The budget showed no net loss of teacher positions in other areas. Yet the district sent layoff notices to over 600 teachers
in 2004. Hundreds of teachers were called back. And scores of new teachers had to be hired at the last minute because so many
of the pink-slipped teachers didn't come back to work for the Minneapolis School District that fall.
The practice
of sending lay off notices to hundreds of teachers the district doesn't plan to lay off drives up the turnover rates for teachers,
especially in schools with high concentrations of low seniority teachers. Low seniority teachers are heavily concentrated
in schools that few white students attend. On the other hand, teacher turnover rates are low in schools where white students
are greatly over-represented.
The district saves lots of money in teacher payroll expenses by sending layoff notices
to hundreds of teachers who don't need to be laid off. And that is not the only means by which the district administration
financially exploits students of color.
Based on the assumption that students of color are so much harder, and more
expensive to educate than white students, the district gets "compensatory" funding from the state and federal government.
Students of color bring more money into the district than whites, presumably because it takes more money to educate them.
Yet, students of color get lower paid teachers. And a big chunk of the compensatory money goes into a general fund to pay
teacher salaries.
And the financial exploitation doesn't stop there. The cost of paying for the training of new, inexperienced
teachers has been coming out of the school site budgets. That has a tendency to eat up a lot of the compensatory money that
goes into the site budgets of schools where the new teachers are assigned. And there are extra costs, like beefed
up security, more social workers, etc. That's why we have seen schools that supposedly get extra money to educate the students,
but can't afford to provide a set of text books to every student.
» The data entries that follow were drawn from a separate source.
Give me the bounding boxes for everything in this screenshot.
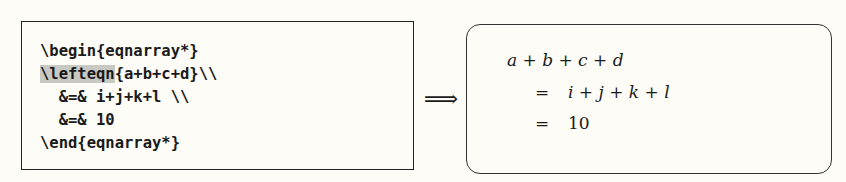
indent <box>40 111 59 129</box>
code-line-4: &=& 10 <box>40 109 413 132</box>
equation-rhs-2: 10 <box>568 113 590 133</box>
relation-equals-2: = <box>535 113 549 133</box>
highlighted-command: \lefteqn <box>40 65 115 83</box>
equation-rhs-1: i + j + k + l <box>568 82 670 102</box>
code-line-5: \end{eqnarray*} <box>40 132 413 155</box>
rendered-output-box: a + b + c + d = i + j + k + l = 10 <box>466 24 832 174</box>
indent <box>40 88 59 106</box>
code-text: &=& 10 <box>59 111 115 129</box>
code-text: {a+b+c+d}\\ <box>115 65 218 83</box>
code-line-1: \begin{eqnarray*} <box>40 40 413 63</box>
latex-source-box: \begin{eqnarray*} \lefteqn{a+b+c+d}\\ &=… <box>21 21 414 170</box>
code-text: &=& i+j+k+l \\ <box>59 88 190 106</box>
code-line-2: \lefteqn{a+b+c+d}\\ <box>40 63 413 86</box>
code-text: \end{eqnarray*} <box>40 134 180 152</box>
code-line-3: &=& i+j+k+l \\ <box>40 86 413 109</box>
code-text: \begin{eqnarray*} <box>40 42 199 60</box>
implies-arrow-icon: ⟹ <box>420 84 462 114</box>
relation-equals-1: = <box>535 82 549 102</box>
equation-lhs: a + b + c + d <box>507 50 624 70</box>
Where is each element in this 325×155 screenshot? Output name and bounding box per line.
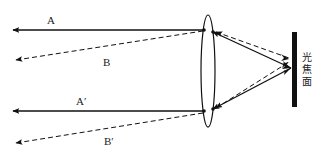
label-b: B xyxy=(103,56,110,68)
ray-b-prime xyxy=(16,62,289,143)
label-a: A xyxy=(47,14,55,26)
ray-a-prime xyxy=(13,68,291,111)
focal-plane-label-3: 面 xyxy=(302,76,312,87)
ray-b xyxy=(16,31,289,60)
lens-junction-a xyxy=(202,28,206,32)
label-b-prime: B′ xyxy=(104,135,114,147)
focal-plane-bar xyxy=(292,32,297,107)
ray-a xyxy=(13,30,291,68)
lens-junction-a-prime xyxy=(202,109,206,113)
lens-junction-a-prime-out xyxy=(211,107,215,111)
label-a-prime: A′ xyxy=(76,95,86,107)
ray-diagram: A B A′ B′ 光 焦 面 xyxy=(0,0,325,155)
lens-junction-a-out xyxy=(211,30,215,34)
focal-plane-label-2: 焦 xyxy=(302,63,312,75)
focal-plane-label-1: 光 xyxy=(302,51,312,63)
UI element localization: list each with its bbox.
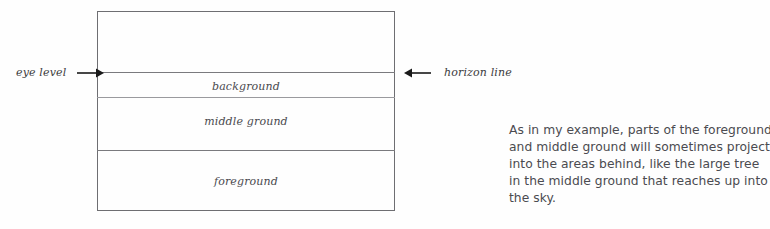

When first time pass rates on the Minnesota Basic
Standards test for 8th grade students at Sheridan Fine Arts School approached pass rates for student in Edina and Minnetonka
[wealthy suburbs west of Minneapolis] in 1998, the district administration sprung into action. An after-school tutoring program
that teachers were running, on their own time, was shut down. And the teachers were dispersed. A majority of 8th grade students
at Sheridan were "at-risk." They were not supposed to pass the test. By helping those at-risk students demonstrate
that they were not seriously handicapped intellectually, those teachers at Sheridan were putting the district's compensatory
money at risk.
Ed Felien is careful to not point to institutionalized racism in the school system as a factor that
is helping to perpetuate a racial learning gap. The DFL school board can be counted on to not use its power to change
that. And Ed Felien is well aware of those facts.